Skip to main content

MS Teens’ Attitudes About Marijuana Are Changing

Email share
Mississippi SmartTrack Survey Data
MS Department of Mental Health

A growing number of Mississippi adolescents believe marijuana is not harmful, a trend that substance abuse professionals say stems from the drug's changing legal status in other states, such as Colorado.

Marijuana use among adolescents has actually fallen over the past 10 years – 9 percent of 6th through 11th graders say they've used the drug in the past month, down from 12 percent a decade ago, according to Mississippi’s Smart Track survey.

But attitudes have moved in the reverse direction: in 2003, 15 percent of students said they saw no risk of harm from using the drug.

"Now, in 2013, a quarter, 25.3 percent, of our kids think there is no risk of harm from marijuana use, and that's a problem," says Jerri Avery, director of the Bureau of Alcohol and Drug Services for the Mississippi Department of Mental Health. "When you don't perceive risk, that's when use tends to go up, because you're not going to do something if you view it as harmful."

Avery says this attitude change appears to be a result of the legalization of the drug in other states, for recreational or medical use.

"First of all, you've tacked on the word 'medical' to it, so now marijuana looks like it has some significant medicinal value to our adolescents, when the truth is, it does damage to the way their brains are forming, and it's not good for their health," she says. 

Carolyn Anderson, director of the Gulf Coast Substance Abuse Taskforce, says this national attitude shift on marijuana may be leading to the mistaken perception that everybody is using it - in fact, as the numbers show, 90 percent of Mississippi students are not using marijuana. 

"Not everybody is doing it, but the perception is there," she says. "And if the perception is there that your friends are doing it, and your parents aren't real upset with it, that it's a rite of passage almost - once that perception is there, then it's like, well, I might as well do it."

national survey released in December found similar attitude shifts are happening among high school students around the country.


• **Problem requirements**:
Copy the lines below that contain "waggle".

Items from a figure collection:
------------------------------------

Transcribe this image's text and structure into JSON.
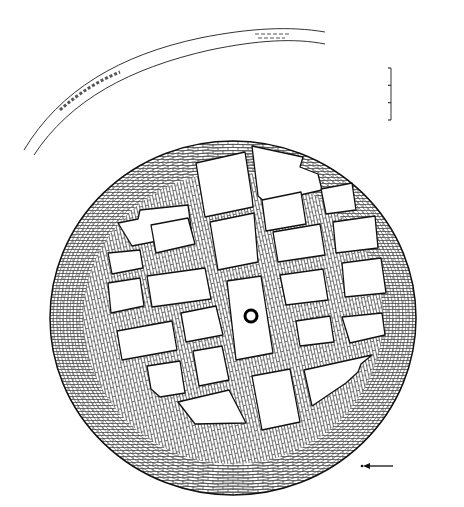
{
  "figure": {
    "type": "archaeological-plan",
    "background": "#ffffff",
    "ink": "#1a1a1a"
  },
  "platform": {
    "center": [
      233,
      318
    ],
    "radius": [
      183,
      177
    ],
    "grid_rotation_deg": -12,
    "cells": [
      {
        "id": 1,
        "pts": "196,163 245,152 252,197 253,207 205,217"
      },
      {
        "id": 2,
        "pts": "252,146 303,157 300,167 318,174 322,190 266,203 258,196"
      },
      {
        "id": 3,
        "pts": "118,223 138,219 140,210 188,205 192,235 163,240 132,246"
      },
      {
        "id": 4,
        "pts": "151,225 188,218 195,244 156,253"
      },
      {
        "id": 5,
        "pts": "210,222 254,213 258,262 218,270"
      },
      {
        "id": 6,
        "pts": "262,200 301,192 306,224 266,231"
      },
      {
        "id": 7,
        "pts": "321,189 352,183 356,210 326,214"
      },
      {
        "id": 8,
        "pts": "108,253 140,250 143,268 112,274"
      },
      {
        "id": 9,
        "pts": "273,232 320,224 325,255 278,262"
      },
      {
        "id": 10,
        "pts": "333,222 375,216 378,248 336,253"
      },
      {
        "id": 11,
        "pts": "108,283 140,278 144,306 111,313"
      },
      {
        "id": 12,
        "pts": "147,276 205,268 211,299 152,307"
      },
      {
        "id": 13,
        "pts": "227,281 261,276 273,353 236,360"
      },
      {
        "id": 14,
        "pts": "280,275 323,269 328,300 286,305"
      },
      {
        "id": 15,
        "pts": "342,263 381,258 386,293 345,297"
      },
      {
        "id": 16,
        "pts": "117,331 172,321 177,350 122,360"
      },
      {
        "id": 17,
        "pts": "181,313 216,306 223,335 186,342"
      },
      {
        "id": 18,
        "pts": "296,321 330,316 334,342 300,346"
      },
      {
        "id": 19,
        "pts": "342,317 382,313 385,335 350,343"
      },
      {
        "id": 20,
        "pts": "193,351 222,346 229,380 199,386"
      },
      {
        "id": 21,
        "pts": "147,366 180,361 185,393 160,397 151,389"
      },
      {
        "id": 22,
        "pts": "178,402 229,390 246,423 195,424"
      },
      {
        "id": 23,
        "pts": "252,376 290,369 300,422 262,430"
      },
      {
        "id": 24,
        "pts": "304,370 372,355 361,364 358,372 346,383 312,406"
      }
    ],
    "central_feature": {
      "shape": "ring",
      "cx": 251,
      "cy": 316,
      "r": 6
    }
  },
  "outer_wall_arc": {
    "outer_path": "M24,150 C60,90 120,55 200,38 C250,28 290,26 325,32",
    "inner_path": "M34,155 C70,100 130,68 210,50 C258,40 295,38 325,44"
  },
  "scale_bar": {
    "x": 391,
    "y_top": 68,
    "y_bottom": 120,
    "ticks": 4
  },
  "north_arrow": {
    "from": [
      393,
      466
    ],
    "to": [
      365,
      466
    ],
    "dot": [
      362,
      466
    ]
  }
}
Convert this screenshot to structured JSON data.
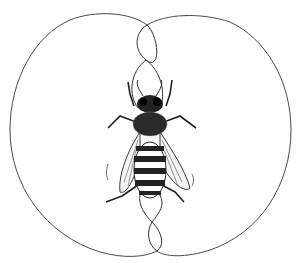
{
  "illustration": {
    "subject": "honey bee waggle dance",
    "style": "black ink line drawing on white",
    "colors": {
      "background": "#ffffff",
      "ink": "#1a1a1a",
      "path": "#4a4a4a"
    },
    "elements": [
      "left-loop",
      "right-loop",
      "waggle-run-path",
      "bee"
    ]
  }
}
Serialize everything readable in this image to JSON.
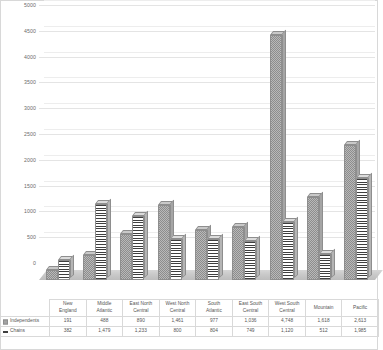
{
  "chart_data": {
    "type": "bar",
    "title": "",
    "xlabel": "",
    "ylabel": "",
    "ylim": [
      0,
      5000
    ],
    "yticks": [
      0,
      500,
      1000,
      1500,
      2000,
      2500,
      3000,
      3500,
      4000,
      4500,
      5000
    ],
    "ytick_labels": [
      "0",
      "500",
      "1000",
      "1500",
      "2000",
      "2500",
      "3000",
      "3500",
      "4000",
      "4500",
      "5000"
    ],
    "grid": true,
    "legend_position": "data-table",
    "categories": [
      "New England",
      "Middle Atlantic",
      "East North Central",
      "West North Central",
      "South Atlantic",
      "East South Central",
      "West South Central",
      "Mountain",
      "Pacific"
    ],
    "category_lines": [
      [
        "New",
        "England"
      ],
      [
        "Middle",
        "Atlantic"
      ],
      [
        "East North",
        "Central"
      ],
      [
        "West North",
        "Central"
      ],
      [
        "South",
        "Atlantic"
      ],
      [
        "East South",
        "Central"
      ],
      [
        "West South",
        "Central"
      ],
      [
        "Mountain",
        ""
      ],
      [
        "Pacific",
        ""
      ]
    ],
    "series": [
      {
        "name": "Independents",
        "key": "checker",
        "values": [
          191,
          488,
          890,
          1461,
          977,
          1036,
          4748,
          1618,
          2613
        ],
        "labels": [
          "191",
          "488",
          "890",
          "1,461",
          "977",
          "1,036",
          "4,748",
          "1,618",
          "2,613"
        ]
      },
      {
        "name": "Chains",
        "key": "stripes",
        "values": [
          382,
          1479,
          1233,
          800,
          804,
          749,
          1120,
          512,
          1985
        ],
        "labels": [
          "382",
          "1,479",
          "1,233",
          "800",
          "804",
          "749",
          "1,120",
          "512",
          "1,985"
        ]
      }
    ]
  },
  "table": {
    "row_labels": [
      "Independents",
      "Chains"
    ]
  },
  "colors": {
    "grid": "#e4e4e4",
    "axis_text": "#6b6b6b",
    "table_border": "#d9d9d9",
    "series_a": "#b9b9b9",
    "series_b": "#3f3f3f",
    "background": "#ffffff"
  }
}
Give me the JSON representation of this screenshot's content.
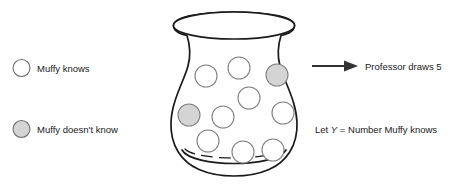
{
  "figure": {
    "background_color": "#ffffff",
    "stroke_color": "#1a1a1a",
    "ball_outline_color": "#808080",
    "ball_known_fill": "#ffffff",
    "ball_unknown_fill": "#d4d4d4"
  },
  "legend": {
    "items": [
      {
        "icon": "empty-circle-icon",
        "label": "Muffy knows",
        "fill": "#ffffff",
        "cx": 21.5,
        "cy": 68,
        "r": 8.5,
        "text_x": 37,
        "text_y": 71.5
      },
      {
        "icon": "filled-circle-icon",
        "label": "Muffy doesn't know",
        "fill": "#d4d4d4",
        "cx": 21.5,
        "cy": 129,
        "r": 8.5,
        "text_x": 37,
        "text_y": 132.5
      }
    ]
  },
  "urn": {
    "name": "urn-jar",
    "outline_path": "M 173.5 25.5 C 173.5 17.8 196.5 12.0 234.0 12.0 C 271.5 12.0 294.5 17.8 294.5 25.5 C 294.5 32.5 283.0 36.5 272.0 37.6 C 276.0 52.0 277.5 62.0 281.5 74.0 C 288.0 93.0 296.5 108.0 297.0 124.0 C 297.5 145.0 286.0 160.0 270.0 167.5 C 258.0 173.2 246.0 175.0 234.0 175.0 C 222.0 175.0 210.0 173.2 198.0 167.5 C 182.0 160.0 170.5 145.0 171.0 124.0 C 171.5 108.0 180.0 93.0 186.5 74.0 C 190.5 62.0 192.0 52.0 196.0 37.6 C 185.0 36.5 173.5 32.5 173.5 25.5 Z",
    "rim_ellipse": {
      "cx": 234,
      "cy": 25.5,
      "rx": 60.5,
      "ry": 13.5
    },
    "base_arc_path": "M 186.0 154.0 C 200.0 167.5 268.0 167.5 282.0 154.0",
    "inner_base_dash_path": "M 184.0 150.0 C 198.0 159.5 270.0 159.5 284.0 150.0"
  },
  "balls": {
    "radius": 11,
    "items": [
      {
        "id": "ball-1",
        "cx": 206,
        "cy": 76,
        "state": "known"
      },
      {
        "id": "ball-2",
        "cx": 239,
        "cy": 68,
        "state": "known"
      },
      {
        "id": "ball-3",
        "cx": 277,
        "cy": 75,
        "state": "unknown"
      },
      {
        "id": "ball-4",
        "cx": 249,
        "cy": 98,
        "state": "known"
      },
      {
        "id": "ball-5",
        "cx": 189,
        "cy": 115,
        "state": "unknown"
      },
      {
        "id": "ball-6",
        "cx": 223,
        "cy": 117,
        "state": "known"
      },
      {
        "id": "ball-7",
        "cx": 283,
        "cy": 113,
        "state": "known"
      },
      {
        "id": "ball-8",
        "cx": 208,
        "cy": 141,
        "state": "known"
      },
      {
        "id": "ball-9",
        "cx": 243,
        "cy": 152,
        "state": "known"
      },
      {
        "id": "ball-10",
        "cx": 273,
        "cy": 150,
        "state": "known"
      }
    ]
  },
  "annotations": {
    "arrow": {
      "name": "draw-arrow",
      "x1": 312,
      "y1": 66,
      "x2": 357,
      "y2": 66,
      "head_points": "357,66 345,61 345,71"
    },
    "draw_label": {
      "text": "Professor draws 5",
      "x": 365,
      "y": 69.5
    },
    "definition_label": {
      "prefix": "Let ",
      "variable": "Y",
      "suffix": " = Number Muffy knows",
      "x": 315,
      "y": 132.5
    }
  }
}
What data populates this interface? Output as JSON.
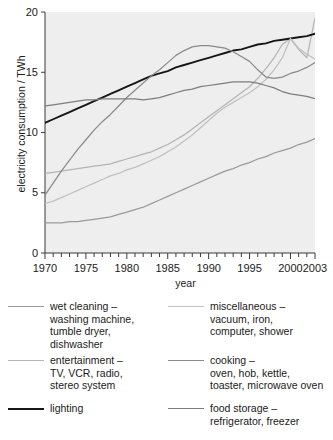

------------------------------------

• **Expected output**:
    "subject": "honey bee waggle dance",
      "waggle-run-path",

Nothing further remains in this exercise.